Gridiron Handles

Fullback Felts, tackle Upton, halfback Zimmerman, guard Scafide and tight end Haynes played in the 1932 Rose Bowl on New Year’s Day in Pasadena, California.

collage of Tulane football players from 1932 Rose Bowl
Fullback Felts, tackle Upton, halfback Zimmerman, guard Scafide and tight end Haynes played in the 1932 Rose Bowl on New Year’s Day in Pasadena, California.

With the familiar thump of helmets hitting helmets and shoulder pads, we know that Tulane football season is already underway and spectators are back in the stands not only at Yulman Stadium but all around the country.

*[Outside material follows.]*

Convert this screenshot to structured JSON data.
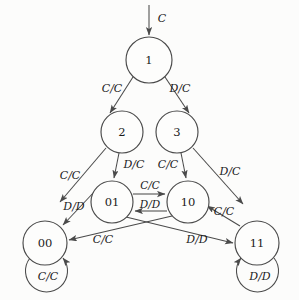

A big “Hullabaloo” and “Boola Boola” autumn salute for that. “Boola Boola?” Well, it’s an ancient Yale University song more than 120 years old, typical of cheers from bygone gridiron eras when the sport of football was glorified by colorful sportswriters who were true wordsmiths with vivid imaginations. Fun-loving, work hard/play hard typewriter jockeys, their stories frequently embellished what had happened in the game.

But one thing they did with great flair was to bestow nicknames on seemingly as many players as possible. Naturally, the stars of the day were in that number.

Hopscotching around in no particular order, good examples of their craftiness were running back Red Grange, the “Galloping Ghost” of the University of Illinois and Chicago Bears fame; quarterback “Slingin’” Sammy Baugh of TCU and Washington lore; “Hopalong” Cassady — not the movie cowboy who rode his horse “Topper” — but the fabled running back of Ohio State and the Detroit Lions. Sportswriters could not resist the obvious when Howard Cassady came along. And last was running back “Crazylegs” Hirsch, who carried the ball for Michigan, Wisconsin and the Los Angeles Rams.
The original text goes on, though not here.